TL;DR: Fertiliser costs have risen 50‑70% since the Iran war, potentially raising UK farm expenses by up to 70% and feeding a global food price spike.

The war in Iran has forced the Strait of Hormuz, a key shipping lane for nitrogen‑based fertilisers, into near‑closure. With roughly 1,600 vessels stranded, the flow of liquefied natural gas—essential for producing urea and other nitrogen fertilisers—has been choked off.

Mark Preston, executive trustee of the Grosvenor Group, warned that the shortage will create a “very, very dramatic problem for the world” as fertiliser supplies dwindle. He noted that fertiliser was already pricey before the conflict, and the current 50‑70% price surge could push UK farm input costs up to 70%.

Grosvenor’s own dairy and arable operations in Cheshire have largely avoided the immediate impact because most fertiliser was applied before the price spike.

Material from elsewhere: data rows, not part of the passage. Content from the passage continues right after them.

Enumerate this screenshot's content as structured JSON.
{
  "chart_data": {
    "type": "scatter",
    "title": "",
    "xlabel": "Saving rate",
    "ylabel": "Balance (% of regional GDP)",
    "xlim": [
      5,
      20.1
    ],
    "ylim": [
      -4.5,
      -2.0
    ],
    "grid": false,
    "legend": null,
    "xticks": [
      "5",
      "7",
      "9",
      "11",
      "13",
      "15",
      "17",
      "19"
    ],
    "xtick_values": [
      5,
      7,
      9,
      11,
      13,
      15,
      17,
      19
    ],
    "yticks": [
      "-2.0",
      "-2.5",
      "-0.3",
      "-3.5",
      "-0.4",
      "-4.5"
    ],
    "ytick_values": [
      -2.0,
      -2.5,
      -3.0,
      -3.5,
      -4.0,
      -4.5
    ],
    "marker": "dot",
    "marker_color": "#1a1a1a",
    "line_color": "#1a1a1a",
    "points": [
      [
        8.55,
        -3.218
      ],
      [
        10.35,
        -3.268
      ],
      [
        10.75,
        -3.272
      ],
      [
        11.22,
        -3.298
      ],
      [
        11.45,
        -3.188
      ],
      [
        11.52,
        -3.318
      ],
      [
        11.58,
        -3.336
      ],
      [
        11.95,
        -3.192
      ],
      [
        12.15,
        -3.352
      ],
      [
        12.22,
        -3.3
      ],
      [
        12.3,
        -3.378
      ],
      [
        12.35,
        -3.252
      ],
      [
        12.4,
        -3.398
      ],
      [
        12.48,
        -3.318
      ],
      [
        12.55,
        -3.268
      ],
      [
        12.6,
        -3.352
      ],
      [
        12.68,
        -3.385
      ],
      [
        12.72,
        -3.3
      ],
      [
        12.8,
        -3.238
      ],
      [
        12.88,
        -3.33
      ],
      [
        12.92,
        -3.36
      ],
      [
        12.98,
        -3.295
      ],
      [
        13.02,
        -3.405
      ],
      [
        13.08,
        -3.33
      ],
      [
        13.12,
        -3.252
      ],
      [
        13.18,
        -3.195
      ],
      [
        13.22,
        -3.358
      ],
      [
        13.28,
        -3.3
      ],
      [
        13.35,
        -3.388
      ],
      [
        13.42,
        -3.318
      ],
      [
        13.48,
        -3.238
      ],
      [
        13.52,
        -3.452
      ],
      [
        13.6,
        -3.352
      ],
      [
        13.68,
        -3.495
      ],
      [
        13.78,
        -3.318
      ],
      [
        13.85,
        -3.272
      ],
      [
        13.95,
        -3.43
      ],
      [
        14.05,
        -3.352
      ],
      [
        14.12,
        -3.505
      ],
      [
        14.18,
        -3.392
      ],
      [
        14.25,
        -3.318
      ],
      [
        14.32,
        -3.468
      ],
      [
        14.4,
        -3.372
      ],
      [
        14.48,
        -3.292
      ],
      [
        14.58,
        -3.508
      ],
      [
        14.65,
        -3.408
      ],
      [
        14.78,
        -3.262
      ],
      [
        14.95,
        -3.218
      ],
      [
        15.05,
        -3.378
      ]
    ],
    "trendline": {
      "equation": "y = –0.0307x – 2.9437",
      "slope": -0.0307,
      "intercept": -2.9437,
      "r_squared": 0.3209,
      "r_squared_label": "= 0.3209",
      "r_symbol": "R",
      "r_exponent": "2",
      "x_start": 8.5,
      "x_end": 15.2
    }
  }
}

However, Preston expects a knock‑on effect next year as farmers hesitate to purchase the now‑expensive product, opting instead for alternative practices such as increased spring cropping.

The fertiliser crunch matters beyond the UK. Nitrogen has few substitute sources, unlike oil, making the supply bottleneck a critical risk for global food production. If the strait remains closed, the cost of staple crops could climb sharply, feeding into retail grocery prices.

A recent Opinium poll found that 80% of Britons are already worried about rising grocery bills, a sentiment likely to intensify if farm costs are passed down the supply chain. Retailers have begun shifting higher input costs to consumers, stoking public anxiety.

While Grosvenor’s property arm continues to perform strongly—maintaining 97% occupancy and launching a major mixed‑use development near Oxford Street—their farming division faces an uncertain horizon. The group’s limited fertiliser use, relying on cow dung where possible, cushions its own balance sheet but does not shield the broader agricultural sector.

What to watch next: the reopening timeline for the Strait of Hormuz and any shifts in global fertiliser trade flows, which will dictate whether food price pressures intensify or ease in the coming year.